There is no evidence in any law-enforcement file, court record, or credible investigative report linking Fr. Kunz, the Diocese of Madison, or any Wisconsin or Illinois priest to either ring.

Both rings, however, exploited the same systemic weaknesses Kunz criticized: lax background checks, unquestioned access to minors through “mentorship” or camp programs, and a broader cultural deference to adult authority figures in the 1970s and 1980s.


4: Occult Rumors — Explicitly Unsubstantiated

Because Fr. Kunz performed Church-sanctioned exorcisms, some traditionalist Catholic writers and online commentators have claimed his murder was a “ritual killing” tied to alleged satanic infiltration of the clergy.

The Dane County Sheriff’s Office has stated on multiple occasions (1998–2025) that no evidence of ritualistic or occult activity was found at the crime scene. Detectives have described the killing as personal in nature.

No official Church document or law-enforcement record supports the satanic-ritual theory.

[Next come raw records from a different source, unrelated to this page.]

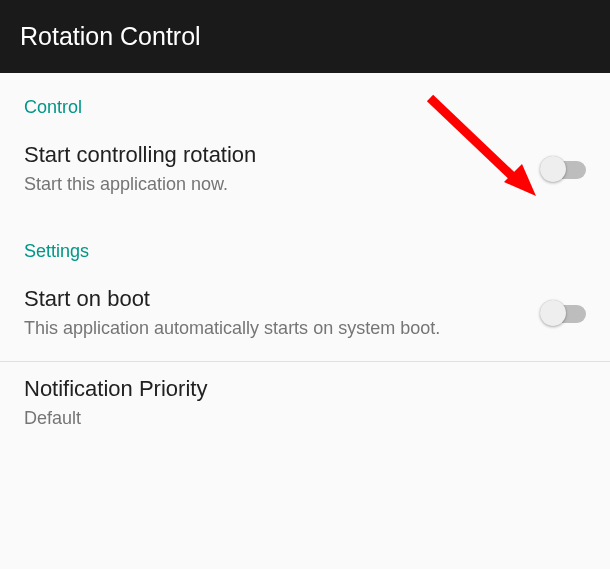 The height and width of the screenshot is (569, 610). I want to click on app-bar: Rotation Control, so click(305, 36).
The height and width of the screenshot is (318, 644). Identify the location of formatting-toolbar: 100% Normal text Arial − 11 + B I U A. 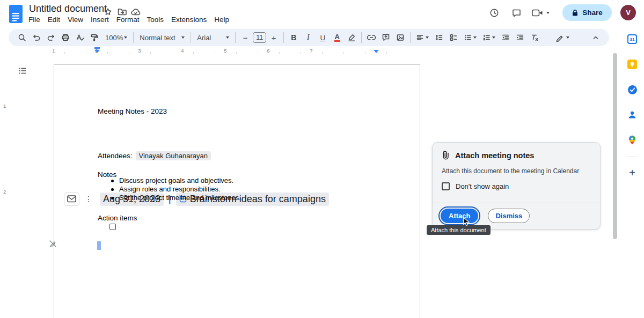
(309, 38).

Chapter 5: Echoes in the Heartland — Patterns Later Confirmed by Official Reports



State-level investigations eventually documented the same administrative practices Kunz had criticized decades earlier. In the Chicago Archdiocese, for instance, investigations identified around 275 credibly accused clerics and more than 1,000 estimated victims, with patterns of internal handling and transfers without police notification. Similar findings emerged in Milwaukee (around 100 accused clerics, over 500 victims), Rockford (around 24 accused, over 100 victims), and Springfield, Illinois (around 32 accused, over 200 victims).

Common findings across these reports: internal handling of allegations, transfers without police notification, and minimization of complaints to protect institutional reputation.

Kunz’s public writings and RCF’s work in the 1990s identified these patterns before most state investigations began (my opinion).

Epilogue: Toward Daylight

Twenty-seven years later, Fr. Kunz’s murder remains unsolved. The systemic failures he documented have been extensively confirmed by subsequent official investigations, though thousands of survivors across the Midwest still await full accountability.

The case is active. Anyone with information is asked to contact the Dane County Sheriff’s Office at (608) 284-6900 or submit tips at danesheriff.com.



I am a collateral victim of John David Norman - we are healing together.

 I do hope this helps others realize they were not ever alone. 

If any information is incorrect pls contact me or leave a comment. These are complex cases and a lot of bad information is already out there.

Author's/Artist's Note: As a disabled survivor using assistive technology, which changes day by day pending health and that's days needs- (#zebralife), I pour these chapters from my own experiences and the people I've met along the path of life. Assistive tech helps me myriad of ways present my message. If Lior's eyes reflect your shadows, reach out—resources like RAINN or Support for Men at 1in6.org are lifelines. What's next? Check back. Comments welcome, always.